The tiny Mountain Chickadee is a busy presence overhead in the dry evergreen forests of the mountainous West. Often the nucleus in mixed flocks of small birds, Mountain Chickadees flit through high branches, hang upside down to pluck insects or seeds from cones, and give their scolding chick-a-dee call seemingly to anyone who will listen.

More ID Info
Range map for Mountain Chickadee
Year-roundBreedingMigrationNonbreeding
Range map provided by Birds of the World
Explore Maps

Find This Bird

Turn onto a Forest Service road and take it up into the mountains to your favorite trailhead. Within a few minutes of getting out of your car, you'll likely run into a flock of small birds flitting through the treetop. Mountain Chickadees are likely to be among them.

Other Names

  • Carbonero Montañés (Spanish)
  • Mésange de Gambel (French)

Backyard Tips

Consider putting up a nest box to attract a breeding pair. Make sure you put it up well before breeding season. Attach a guard to keep predators from raiding eggs and young. Find out more about nest boxes on our Attract Birds pages. You'll find plans for building a nest box of the appropriate size on our All About Birdhouses site.

Mountain Chickadees eagerly come to feeders. Like many feeder birds, they will often disregard millet in bird seed mixes. Feed them black oil sunflower seeds instead. In winter, they’ll also eat suet and peanut butter. Find out more about what this bird likes to eat and what feeder is best by using the Project FeederWatch Common Feeder Birds bird list.
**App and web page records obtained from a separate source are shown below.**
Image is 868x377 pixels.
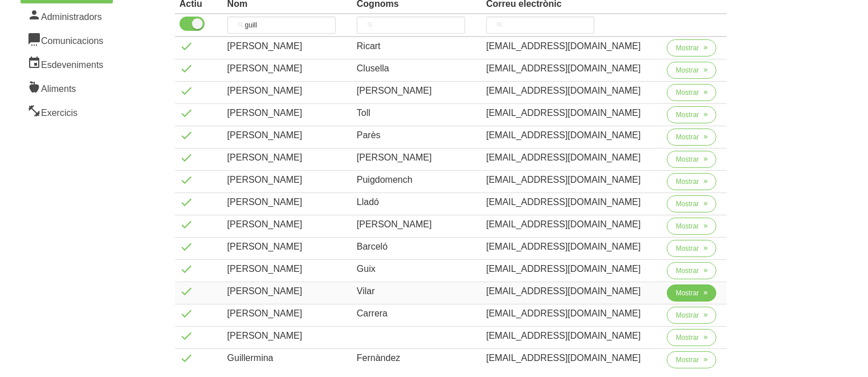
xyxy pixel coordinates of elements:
[667,351,717,368] button: Mostrar
[21,28,113,51] a: Comunicacions
[667,84,717,101] button: Mostrar
[486,329,658,343] div: [EMAIL_ADDRESS][DOMAIN_NAME]
[676,243,699,253] span: Mostrar
[227,240,348,253] div: [PERSON_NAME]
[676,110,699,120] span: Mostrar
[486,306,658,320] div: [EMAIL_ADDRESS][DOMAIN_NAME]
[676,43,699,53] span: Mostrar
[357,240,477,253] div: Barceló
[667,240,717,257] button: Mostrar
[227,173,348,186] div: [PERSON_NAME]
[486,129,658,142] div: [EMAIL_ADDRESS][DOMAIN_NAME]
[676,154,699,164] span: Mostrar
[227,129,348,142] div: [PERSON_NAME]
[21,3,113,28] a: Administradors
[667,306,717,324] button: Mostrar
[227,351,348,365] div: Guillermina
[486,106,658,120] div: [EMAIL_ADDRESS][DOMAIN_NAME]
[667,262,717,283] a: Mostrar
[676,355,699,365] span: Mostrar
[667,329,717,351] a: Mostrar
[486,240,658,253] div: [EMAIL_ADDRESS][DOMAIN_NAME]
[227,262,348,276] div: [PERSON_NAME]
[667,84,717,106] a: Mostrar
[676,265,699,276] span: Mostrar
[357,129,477,142] div: Parès
[667,173,717,190] button: Mostrar
[357,351,477,365] div: Fernàndez
[676,88,699,98] span: Mostrar
[357,84,477,98] div: [PERSON_NAME]
[486,40,658,53] div: [EMAIL_ADDRESS][DOMAIN_NAME]
[486,351,658,365] div: [EMAIL_ADDRESS][DOMAIN_NAME]
[486,262,658,276] div: [EMAIL_ADDRESS][DOMAIN_NAME]
[667,306,717,329] a: Mostrar
[227,195,348,209] div: [PERSON_NAME]
[357,262,477,276] div: Guix
[227,151,348,164] div: [PERSON_NAME]
[676,221,699,231] span: Mostrar
[667,106,717,128] a: Mostrar
[486,84,658,98] div: [EMAIL_ADDRESS][DOMAIN_NAME]
[667,129,717,145] button: Mostrar
[227,84,348,98] div: [PERSON_NAME]
[667,106,717,123] button: Mostrar
[667,351,717,373] a: Mostrar
[21,51,113,75] a: Esdeveniments
[357,306,477,320] div: Carrera
[667,217,717,235] button: Mostrar
[667,195,717,212] button: Mostrar
[357,62,477,75] div: Clusella
[21,75,113,100] a: Aliments
[21,100,113,123] a: Exercicis
[667,284,717,306] a: Mostrar
[227,329,348,343] div: [PERSON_NAME]
[667,151,717,172] a: Mostrar
[357,284,477,298] div: Vilar
[227,40,348,53] div: [PERSON_NAME]
[676,176,699,186] span: Mostrar
[357,217,477,231] div: [PERSON_NAME]
[676,333,699,343] span: Mostrar
[667,40,717,57] button: Mostrar
[676,65,699,75] span: Mostrar
[486,195,658,209] div: [EMAIL_ADDRESS][DOMAIN_NAME]
[486,217,658,231] div: [EMAIL_ADDRESS][DOMAIN_NAME]
[227,62,348,75] div: [PERSON_NAME]
[667,217,717,239] a: Mostrar
[667,195,717,217] a: Mostrar
[227,106,348,120] div: [PERSON_NAME]
[357,40,477,53] div: Ricart
[357,195,477,209] div: Lladó
[667,240,717,261] a: Mostrar
[667,62,717,79] button: Mostrar
[667,262,717,279] button: Mostrar
[667,40,717,61] a: Mostrar
[676,199,699,209] span: Mostrar
[676,132,699,142] span: Mostrar
[667,284,717,302] button: Mostrar
[486,151,658,164] div: [EMAIL_ADDRESS][DOMAIN_NAME]
[667,173,717,195] a: Mostrar
[667,151,717,168] button: Mostrar
[486,173,658,186] div: [EMAIL_ADDRESS][DOMAIN_NAME]
[667,129,717,150] a: Mostrar
[486,62,658,75] div: [EMAIL_ADDRESS][DOMAIN_NAME]
[357,173,477,186] div: Puigdomench
[357,106,477,120] div: Toll
[676,287,699,298] span: Mostrar
[486,284,658,298] div: [EMAIL_ADDRESS][DOMAIN_NAME]
[357,151,477,164] div: [PERSON_NAME]
[676,310,699,320] span: Mostrar
[227,306,348,320] div: [PERSON_NAME]
[227,284,348,298] div: [PERSON_NAME]
[227,217,348,231] div: [PERSON_NAME]
[667,329,717,346] button: Mostrar
[667,62,717,83] a: Mostrar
See the Project FeederWatch guidelines for feeding birds in your yard and more tips on backyard birds.

  • Cool Facts
    • Energetic models suggest that a half-ounce chickadee needs to eat about 10 calories per day to survive. That’s equivalent to about one-twentieth of an ounce of peanut butter.
    • Chickadees will busily store food for later when they find a ready supply, such as your bird feeder. If you offer them sunflower seeds they’ll usually shell the seed first by holding it between their feet and hammering it apart with their beak. Then they'll fly off to stash it.
    • The evergreen forests of the Western mountains periodically suffer massive outbreaks of tree-killing insects such as bark beetles and needle miners. When this happens, it’s all-you-can-eat for Mountain Chickadees. During a lodgepole needle miner outbreak in Arizona, one chickadee was found with 275 of the tiny caterpillars in its stomach at one time.
    • Mountain Chickadees incubate their eggs almost a full week longer than their near-twins, the Black-capped Chickadees do. Some scientists think this is an evolutionary change that’s been made possible by Mountain Chickadees’ tendency to nest inside harder-walled trees, which are safer from predators.
    • The oldest recorded Mountain Chickadee was a male and at least 10 years, 1 month old when he was identified alive in the wild in Utah in 1974. He was originally banded there in 1965.